Most Scaffolding Businesses Are Run Well on Site

The work is solid. The teams know what they are doing. Jobs get done. The problem is what happens around the work.

Subcontracts get signed without being properly read. Payment applications go in late, or in the wrong form. Variation claims get agreed on the phone and never documented. Retention sits unpaid six months after it should have been released. Programme changes create liability that nobody spotted when it mattered.

None of this is carelessness. It is a knowledge gap. The people running scaffold operations know scaffolding. They were not trained on how subcontracts work, what CDM actually requires them to do, how to protect a variation, or what their rights are when a main contractor does not pay.

That training has not existed. Not in any form built for this industry.

"Every week the skills gap stays open, scaffolding contractors lose money to issues that proper management training would have prevented."

The Commercial Knowledge That Decides Whether a Job Pays

A director who knows TG20 inside out can still lose money because the programme terms were misunderstood at signing. A site manager who runs tight, safe scaffolding can still face a payment dispute they have no legal basis to challenge. A contracts manager who prices accurately can still lose margin because scope crept and there was no variation notice in writing.

These are not unusual situations. They happen regularly, across businesses of all sizes. The scaffolding knowledge is rarely the problem. The commercial knowledge is.

Why Nothing Has Worked Until Now

CITB and NASC training covers the trade and site safety well. That is not the gap. The gap is commercial and contractual: what a subcontract actually commits you to, how the payment regime under HGCRA 1996 works, what CDM 2015 requires of you specifically, how to manage a programme dispute. None of this is in trade training.

Generic management courses are worse. Not a scaffolding reference anywhere. The moment your manager realises the worked example is a software company, the lesson is lost. You cannot apply generic business content to the specific commercial reality of a scaffolding subcontract.

Most scaffolding managers pick up contract knowledge over years, if they are lucky enough to work alongside someone who has it. Many never get that opportunity. They figure it out the hard way: through disputes, underpayments, signed contracts they did not fully understand, and calls to solicitors after the damage is done.

What ScaffSkills Is

ScaffSkills was built to close that gap. Not a generic business course with a scaffolding logo on it. Content written specifically for this industry, by people who understand it from the inside. Every example, every scenario uses scaffolding terminology and scaffolding-realistic situations. No translation required.

Eight modules. Each one covers a specific area where the knowledge gap costs money. Self-paced, on any device, with no classroom and no fixed schedule. A module takes about an hour. Your managers can work through it on a phone, between jobs, at home. The course fits around site, not the other way around.

Start Right Now

Modules 1 and 2 are free.

No sign-up. No email address. No commitment. Start Module 1 right now and see whether the content is what your business needs.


== Activity ==
Everything in the listing should be transcribed exactly, apart from the pictures.
*** Opening of Source records ***
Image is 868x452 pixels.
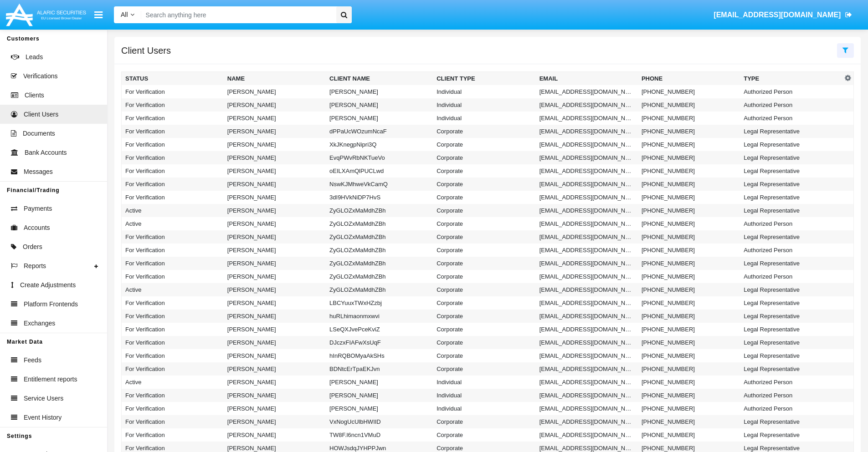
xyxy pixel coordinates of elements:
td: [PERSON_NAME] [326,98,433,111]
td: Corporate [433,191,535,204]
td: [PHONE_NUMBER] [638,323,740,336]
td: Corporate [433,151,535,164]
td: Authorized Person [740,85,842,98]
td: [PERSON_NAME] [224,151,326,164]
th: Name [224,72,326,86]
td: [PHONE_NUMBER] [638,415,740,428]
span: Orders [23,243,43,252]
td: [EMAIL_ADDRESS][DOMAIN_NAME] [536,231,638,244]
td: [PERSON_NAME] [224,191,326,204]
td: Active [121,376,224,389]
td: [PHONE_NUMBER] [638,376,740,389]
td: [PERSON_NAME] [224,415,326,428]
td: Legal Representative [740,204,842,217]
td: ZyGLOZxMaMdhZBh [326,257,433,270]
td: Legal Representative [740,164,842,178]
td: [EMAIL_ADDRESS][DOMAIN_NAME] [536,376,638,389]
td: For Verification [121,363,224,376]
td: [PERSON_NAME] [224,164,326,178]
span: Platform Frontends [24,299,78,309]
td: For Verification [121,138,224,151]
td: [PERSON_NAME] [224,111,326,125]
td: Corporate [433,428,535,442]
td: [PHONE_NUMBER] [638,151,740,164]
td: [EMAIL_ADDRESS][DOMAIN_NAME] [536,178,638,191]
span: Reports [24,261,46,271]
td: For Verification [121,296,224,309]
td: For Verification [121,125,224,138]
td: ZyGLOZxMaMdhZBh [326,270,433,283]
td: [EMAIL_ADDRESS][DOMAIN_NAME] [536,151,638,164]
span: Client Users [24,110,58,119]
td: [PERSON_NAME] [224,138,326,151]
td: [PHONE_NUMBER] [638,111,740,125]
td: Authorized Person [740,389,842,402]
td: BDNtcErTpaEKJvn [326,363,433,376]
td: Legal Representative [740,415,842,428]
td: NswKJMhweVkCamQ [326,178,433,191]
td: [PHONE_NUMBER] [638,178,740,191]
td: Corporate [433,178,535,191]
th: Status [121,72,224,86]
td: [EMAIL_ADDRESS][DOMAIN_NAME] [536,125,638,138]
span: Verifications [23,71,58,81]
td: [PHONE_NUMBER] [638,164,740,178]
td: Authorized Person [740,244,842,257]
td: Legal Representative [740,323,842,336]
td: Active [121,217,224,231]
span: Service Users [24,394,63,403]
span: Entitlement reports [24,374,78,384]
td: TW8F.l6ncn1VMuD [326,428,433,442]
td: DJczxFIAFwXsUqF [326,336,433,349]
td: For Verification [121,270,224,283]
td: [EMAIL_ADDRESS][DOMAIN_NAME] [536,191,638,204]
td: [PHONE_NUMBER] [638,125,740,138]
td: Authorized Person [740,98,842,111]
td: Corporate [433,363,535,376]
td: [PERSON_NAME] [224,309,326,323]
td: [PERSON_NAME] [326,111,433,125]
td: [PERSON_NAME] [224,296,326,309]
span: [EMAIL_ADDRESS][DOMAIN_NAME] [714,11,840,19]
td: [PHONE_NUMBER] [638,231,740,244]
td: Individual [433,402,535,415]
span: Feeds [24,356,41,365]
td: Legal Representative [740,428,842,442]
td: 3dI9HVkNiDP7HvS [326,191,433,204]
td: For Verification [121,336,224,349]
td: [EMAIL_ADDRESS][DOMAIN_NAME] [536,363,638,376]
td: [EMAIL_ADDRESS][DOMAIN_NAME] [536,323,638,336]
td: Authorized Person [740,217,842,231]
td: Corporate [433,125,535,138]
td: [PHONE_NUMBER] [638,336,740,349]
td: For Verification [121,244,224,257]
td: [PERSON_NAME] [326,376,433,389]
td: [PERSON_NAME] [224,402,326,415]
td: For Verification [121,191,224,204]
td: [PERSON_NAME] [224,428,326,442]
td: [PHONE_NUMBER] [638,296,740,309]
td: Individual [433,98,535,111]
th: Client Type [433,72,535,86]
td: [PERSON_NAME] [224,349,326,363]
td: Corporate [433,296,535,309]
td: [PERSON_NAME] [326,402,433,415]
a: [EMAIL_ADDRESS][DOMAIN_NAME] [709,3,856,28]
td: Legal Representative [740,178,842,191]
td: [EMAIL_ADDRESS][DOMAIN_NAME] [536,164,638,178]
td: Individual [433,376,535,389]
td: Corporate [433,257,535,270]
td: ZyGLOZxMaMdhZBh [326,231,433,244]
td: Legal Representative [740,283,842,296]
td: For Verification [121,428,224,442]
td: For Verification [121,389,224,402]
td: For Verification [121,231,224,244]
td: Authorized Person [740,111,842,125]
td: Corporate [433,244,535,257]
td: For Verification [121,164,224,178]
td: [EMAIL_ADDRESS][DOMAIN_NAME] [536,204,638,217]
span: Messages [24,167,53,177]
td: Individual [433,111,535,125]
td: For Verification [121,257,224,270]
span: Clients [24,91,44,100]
*** Close of Source records ***
== Answer box ==
Image is 868x452 pixels.
xyxy pixel coordinates of elements:
td: [PERSON_NAME] [326,98,433,111]
td: Corporate [433,191,535,204]
td: [PHONE_NUMBER] [638,323,740,336]
td: Corporate [433,151,535,164]
td: Authorized Person [740,85,842,98]
td: [PERSON_NAME] [224,151,326,164]
th: Name [224,72,326,86]
td: [PHONE_NUMBER] [638,415,740,428]
span: Orders [23,243,43,252]
td: [EMAIL_ADDRESS][DOMAIN_NAME] [536,231,638,244]
td: [PERSON_NAME] [224,191,326,204]
td: Active [121,376,224,389]
td: [PHONE_NUMBER] [638,376,740,389]
td: [PERSON_NAME] [224,415,326,428]
td: Legal Representative [740,204,842,217]
td: ZyGLOZxMaMdhZBh [326,257,433,270]
td: Legal Representative [740,164,842,178]
td: [EMAIL_ADDRESS][DOMAIN_NAME] [536,376,638,389]
td: For Verification [121,363,224,376]
td: [PERSON_NAME] [224,164,326,178]
span: Platform Frontends [24,299,78,309]
td: For Verification [121,138,224,151]
td: [PERSON_NAME] [224,111,326,125]
td: Corporate [433,428,535,442]
td: [PHONE_NUMBER] [638,151,740,164]
td: [EMAIL_ADDRESS][DOMAIN_NAME] [536,178,638,191]
span: Reports [24,261,46,271]
td: For Verification [121,296,224,309]
td: For Verification [121,125,224,138]
td: ZyGLOZxMaMdhZBh [326,270,433,283]
td: [EMAIL_ADDRESS][DOMAIN_NAME] [536,151,638,164]
span: Client Users [24,110,58,119]
td: [PERSON_NAME] [224,138,326,151]
td: [PHONE_NUMBER] [638,111,740,125]
td: Authorized Person [740,389,842,402]
td: BDNtcErTpaEKJvn [326,363,433,376]
td: Legal Representative [740,415,842,428]
td: NswKJMhweVkCamQ [326,178,433,191]
td: [PHONE_NUMBER] [638,178,740,191]
td: Corporate [433,178,535,191]
th: Status [121,72,224,86]
td: [EMAIL_ADDRESS][DOMAIN_NAME] [536,125,638,138]
span: Verifications [23,71,58,81]
td: [PHONE_NUMBER] [638,164,740,178]
td: Authorized Person [740,244,842,257]
td: Legal Representative [740,323,842,336]
td: Active [121,217,224,231]
span: Service Users [24,394,63,403]
span: Entitlement reports [24,374,78,384]
td: TW8F.l6ncn1VMuD [326,428,433,442]
td: DJczxFIAFwXsUqF [326,336,433,349]
td: For Verification [121,270,224,283]
td: [EMAIL_ADDRESS][DOMAIN_NAME] [536,191,638,204]
td: [PHONE_NUMBER] [638,125,740,138]
td: Authorized Person [740,98,842,111]
td: Corporate [433,363,535,376]
td: [PERSON_NAME] [224,309,326,323]
td: [PERSON_NAME] [326,111,433,125]
td: [PERSON_NAME] [224,296,326,309]
span: [EMAIL_ADDRESS][DOMAIN_NAME] [714,11,840,19]
td: [PHONE_NUMBER] [638,231,740,244]
td: Individual [433,402,535,415]
span: Feeds [24,356,41,365]
td: Legal Representative [740,428,842,442]
td: 3dI9HVkNiDP7HvS [326,191,433,204]
td: For Verification [121,336,224,349]
td: [EMAIL_ADDRESS][DOMAIN_NAME] [536,363,638,376]
td: [EMAIL_ADDRESS][DOMAIN_NAME] [536,323,638,336]
td: Authorized Person [740,217,842,231]
td: Corporate [433,125,535,138]
td: [PHONE_NUMBER] [638,336,740,349]
td: For Verification [121,244,224,257]
td: [PERSON_NAME] [326,376,433,389]
td: [PERSON_NAME] [224,402,326,415]
td: For Verification [121,191,224,204]
td: [PERSON_NAME] [224,428,326,442]
td: [PHONE_NUMBER] [638,296,740,309]
td: Individual [433,98,535,111]
th: Client Type [433,72,535,86]
td: [PERSON_NAME] [224,349,326,363]
td: Corporate [433,296,535,309]
td: [PERSON_NAME] [326,402,433,415]
a: [EMAIL_ADDRESS][DOMAIN_NAME] [709,3,856,28]
td: Legal Representative [740,178,842,191]
td: [EMAIL_ADDRESS][DOMAIN_NAME] [536,164,638,178]
td: Individual [433,376,535,389]
td: Corporate [433,257,535,270]
td: ZyGLOZxMaMdhZBh [326,231,433,244]
td: Legal Representative [740,283,842,296]
td: For Verification [121,428,224,442]
td: For Verification [121,389,224,402]
td: For Verification [121,231,224,244]
td: Authorized Person [740,111,842,125]
td: Corporate [433,244,535,257]
td: For Verification [121,164,224,178]
td: [EMAIL_ADDRESS][DOMAIN_NAME] [536,204,638,217]
span: Messages [24,167,53,177]
td: Individual [433,111,535,125]
td: For Verification [121,257,224,270]
span: Clients [24,91,44,100]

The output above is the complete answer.